26 June 2013 Blogs, Academic, Community College, Faculty, Librarian, Student/Researcher

Architects Just Want to Have Fun

ProQuest’s Art and Architecture Archive will make it easy for whimsical researchers to generate ideas

Thanks to imaginative architects, you could soon have the snootiest birds in your neighborhood, or end up living in a house made from mushrooms!

What happens when architects put their expertise to work in fun and unconventional ways? Well, they still build on (pun intended) the history of architecture and its basic principles, including this tenet immortalized by architect Louis Henry Sullivan: “Form ever follows function.”

[Photo:] What do you mean, there's not enough room?

Take, for instance, the cloudlike doghouse created by Pritzker Architecture Prize winner Kazuyo Sejima specifically for the bichon frise breed.  Sejima says “our goal was to create a shape that would be completed by the reclining bichon frise. Dog and architecture would become one.” Mission accomplished!

Or an ice fishing shanty that takes its function—and its name—seriously. Not only can you catch fish through the ice while protected inside its walls, but the walls themselves are made of ice! The shanty has a timber frame and chicken wire cladding that is filled up with lake water to create ice walls, according to Gartnerfuglen, the Norwegian firm that designed it.

Adhering to architectural roots doesn’t preclude creatively expanding those boundaries, as evidenced by a tree house in Oregon. Almost certainly unlike any tree house you’ve ever seen, its undulating curves and floating ceilings were designed to interpret, through architecture, the owner’s love of music.

Or consider the gas stations designed in the mid-1950s by architects like Frank Lloyd Wright, Mies van der Rohe, and Arne Jacobsen. Solidly functional, they are nevertheless eye-popping and one of a kind.

And its size (12 feet by 7 feet) isn’t the only unusual thing about the Mushroom Tiny House under construction in New York. Its insulation and ceiling tiles are made from eco-friendly, affordable, and highly functional mushroom material. No drama queens allowed; we don’t want anyone “chewing up the scenery” here!

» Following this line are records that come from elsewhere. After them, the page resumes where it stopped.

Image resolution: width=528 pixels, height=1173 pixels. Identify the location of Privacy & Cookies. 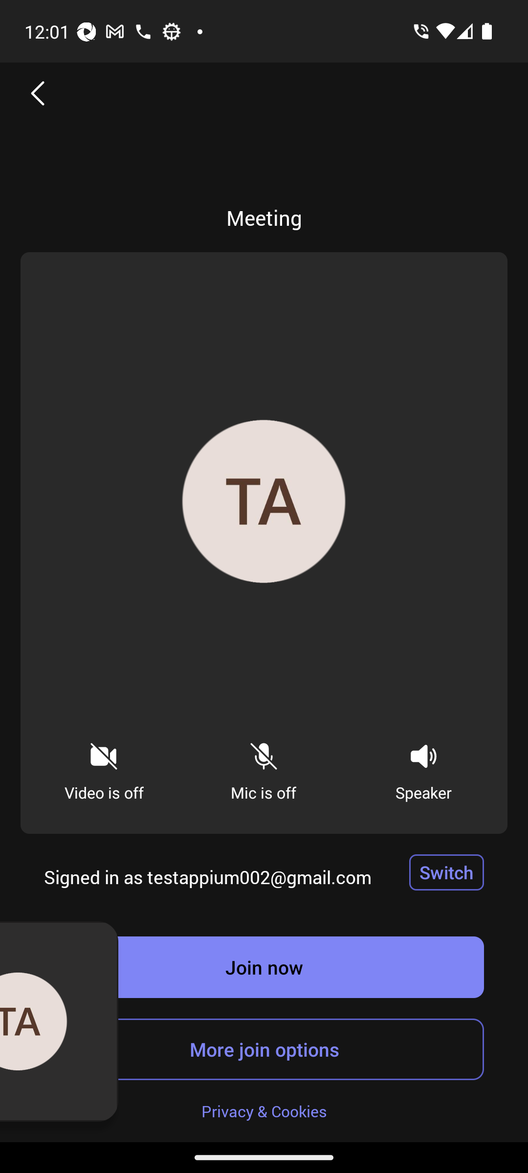
(264, 1110).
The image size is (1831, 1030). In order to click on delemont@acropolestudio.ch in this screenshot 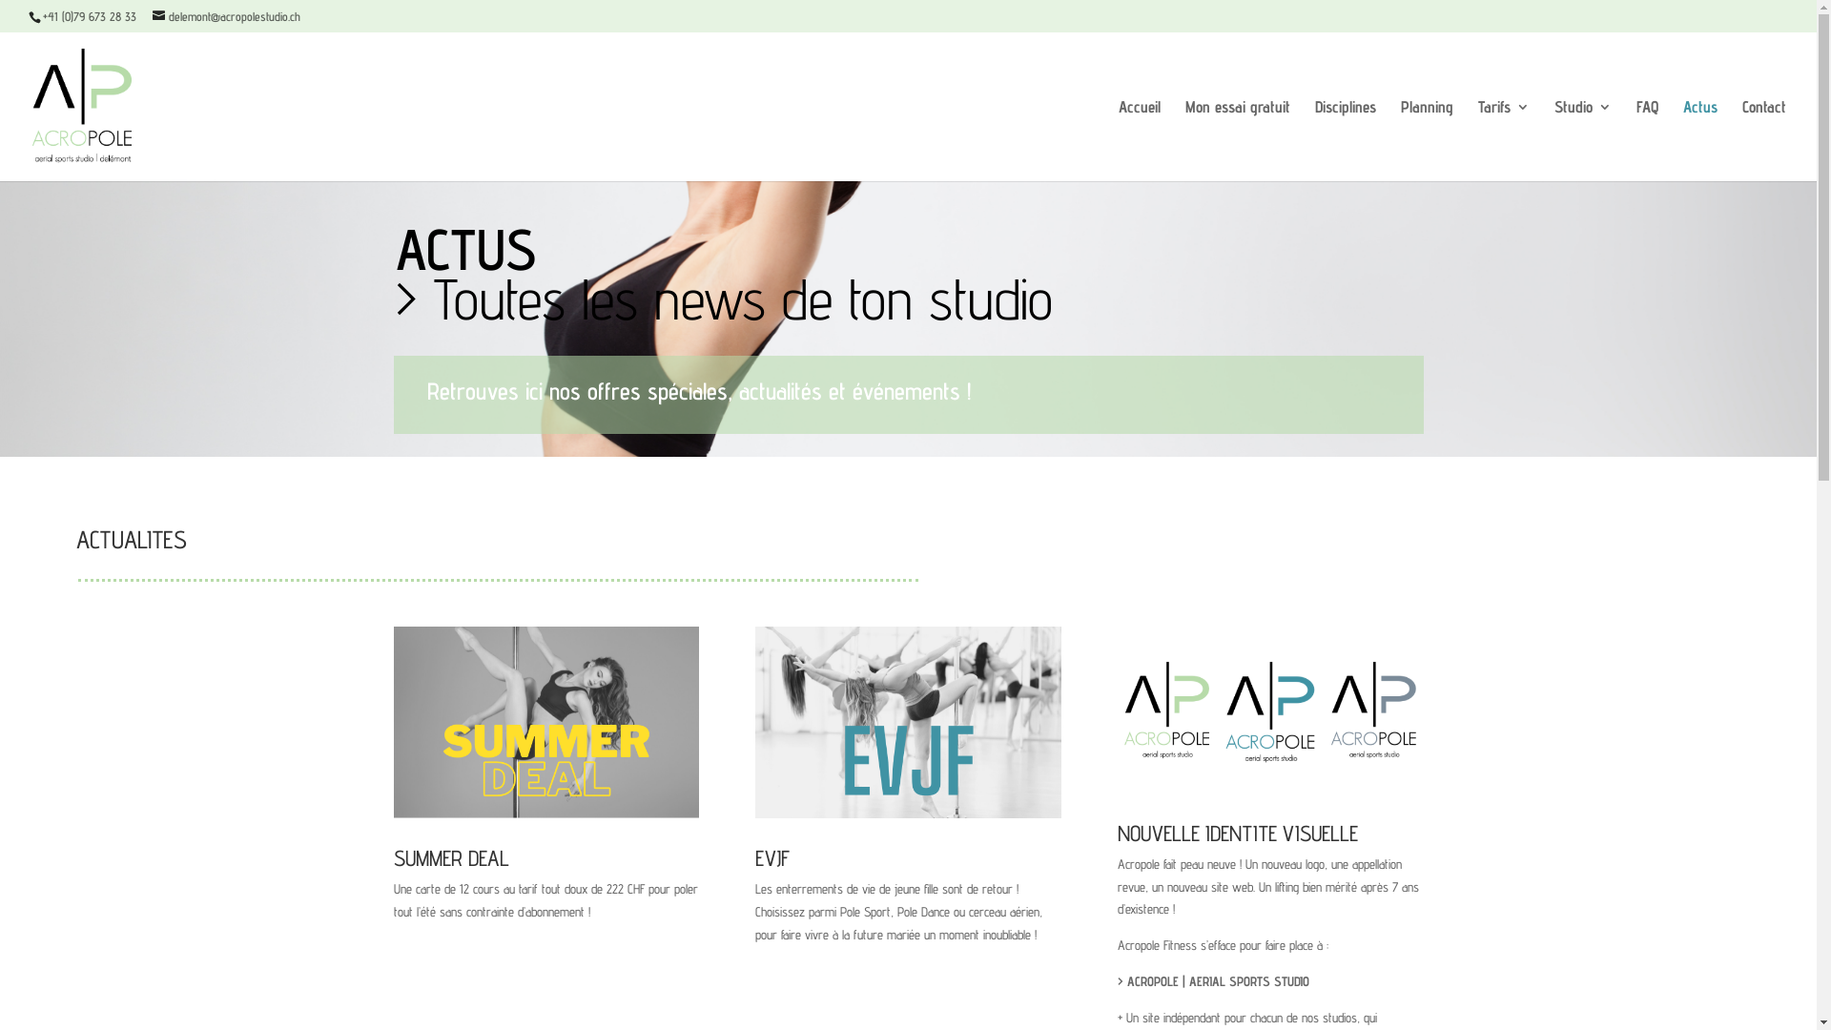, I will do `click(227, 16)`.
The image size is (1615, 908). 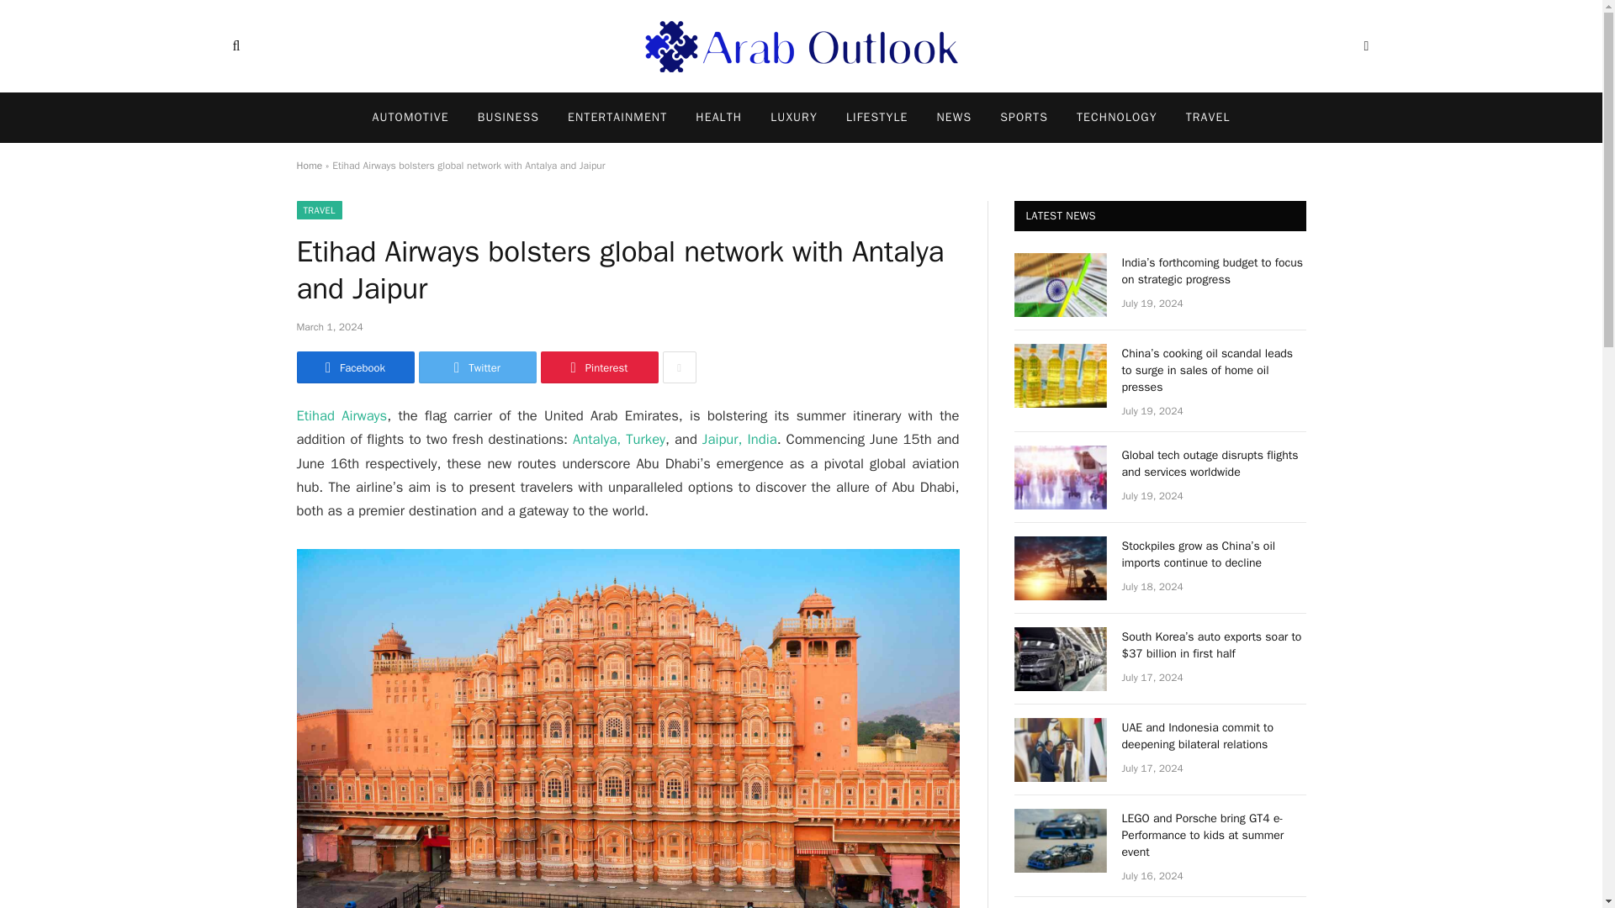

When architects want to have even more fun, they might head out for a few rounds of miniature golf just like anyone else. Except when they’re allowed to design the course, architects tend to think up holes that incorporate things like construction toys, holograms, and futuristic versions of major cities.

Sometimes, though, architects stick to tradition. German design firm Raumhochrosen offers birdhouses that are scaled replicas of great architectural homes. No wonder some birds are flying around with their noses (er…beaks) in the air!

But whether architects and researchers are more interested in tradition or in pushing the design envelope, knowing the history and progression of architecture provides a touchstone and a springboard for unbridled creativity.

ProQuest’s Art and Architecture Archive will make it easy for whimsical researchers to generate ideas!

This new collection features many of the most important art and architecture magazines of the 20th century and includes archival content that has never been available before in digital form.

The archive covers the spectrum from fine and applied arts to industrial and interior design and landscape gardening, and features:

    -- Architectural Review, Architects’ Journal, Canadian Architect, Country Life, and many others
    -- Every edition, from the first issue to the year 2005
    -- Cover-to-cover scans with high-resolution images of plans and drawings, full-color photographs, and searchable text, with article-level indexing

    Researchers can also cross-reference other to get a full picture of society and current events during the architectural period under review.

    So start planning those barns, dollhouses, travel trailers, houseboats, cars, outhouses, and yes, even houses and commercial buildings. You’ve got the knowledge at your fingertips to imagine something extraordinary!